» **WHAT THE TASK REQUIRES**: Drop the pictures, then repeat every record exactly as it stands.

» **DATASET RECORDS**:
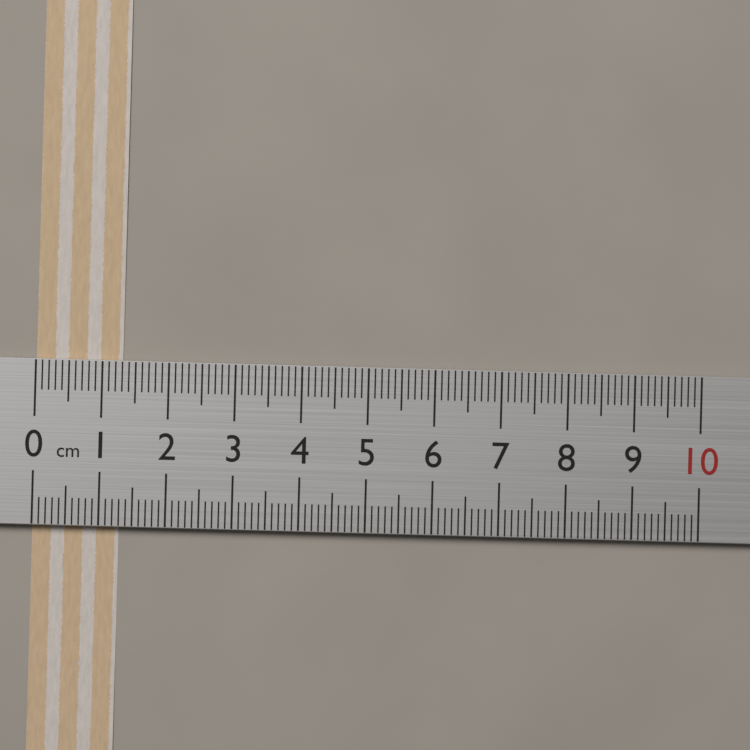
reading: 1.3 cm
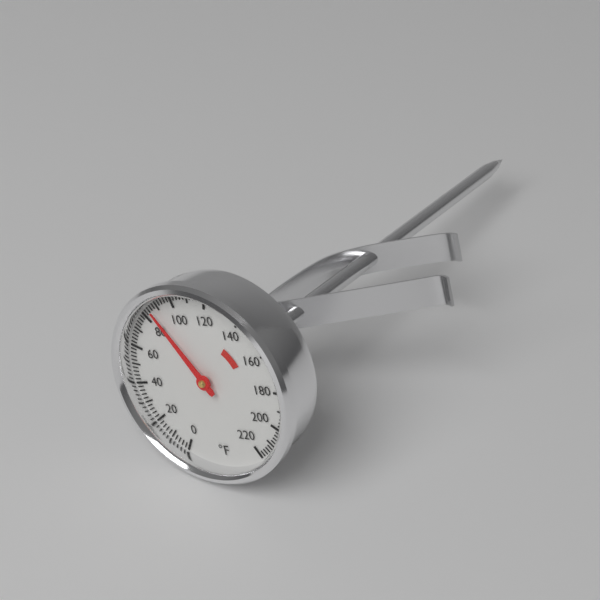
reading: 86 °F
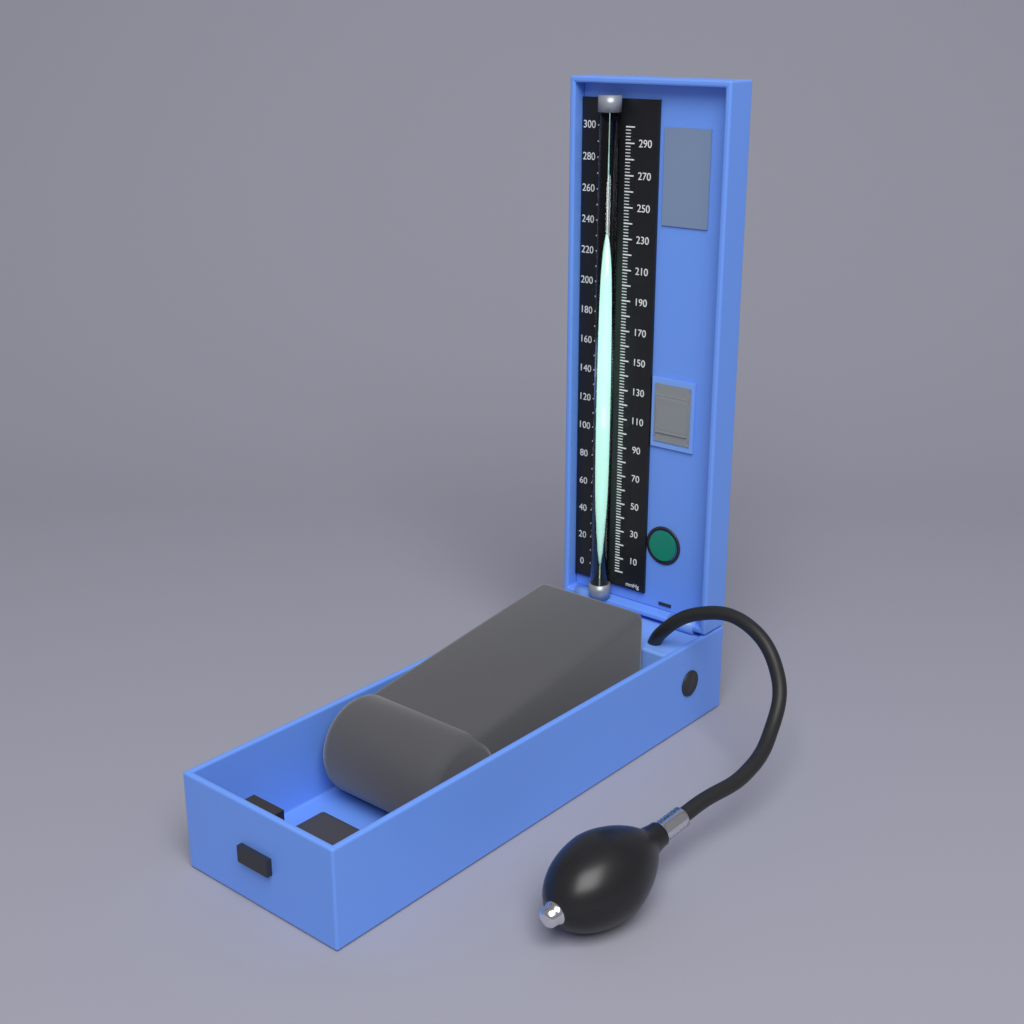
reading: 252 mmHg
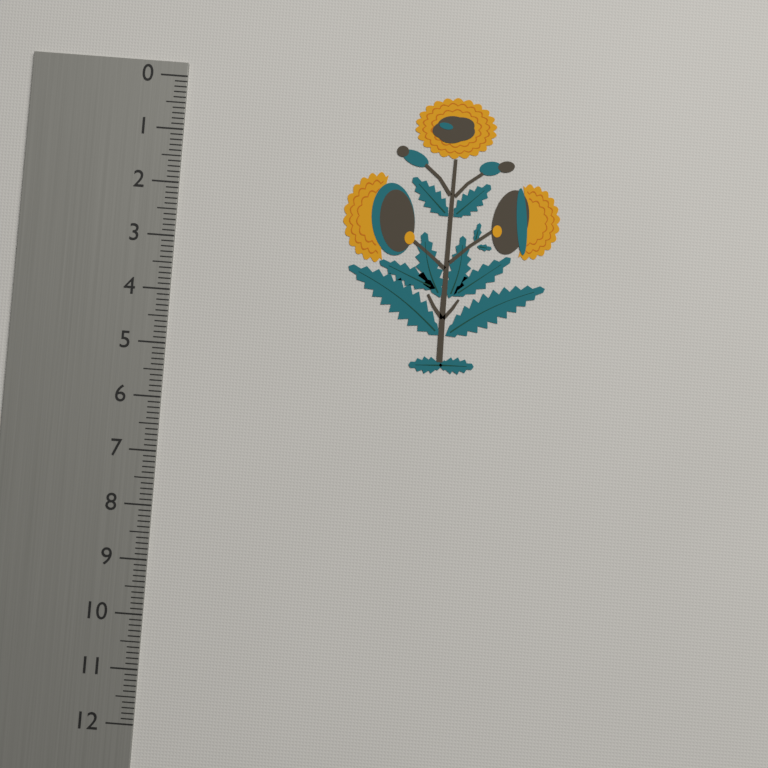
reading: 5.2 (no unit)
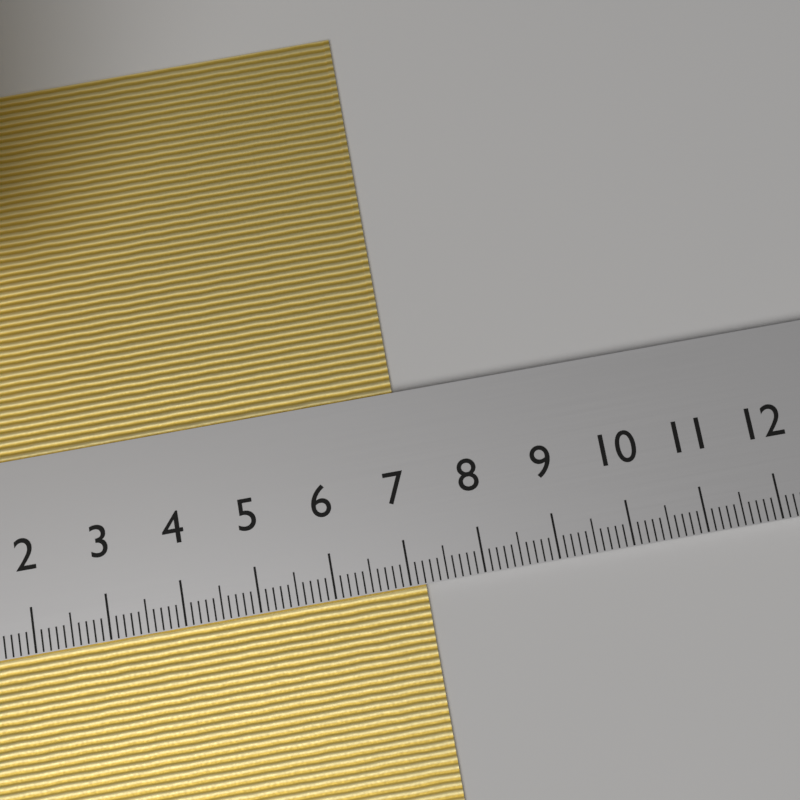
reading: 7.2 cm
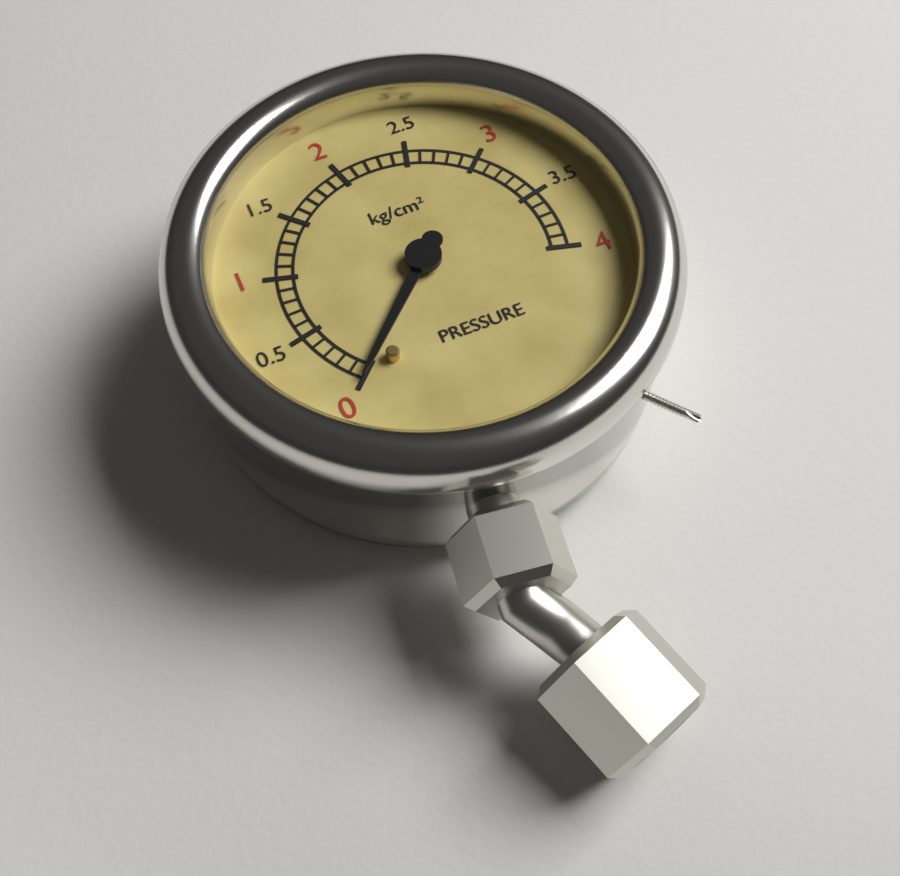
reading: 0.0 kg/cm²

» **RESPONSE TO THIS EXERCISE**:
reading: 1.3 cm
reading: 86 °F
reading: 252 mmHg
reading: 5.2 (no unit)
reading: 7.2 cm
reading: 0.0 kg/cm²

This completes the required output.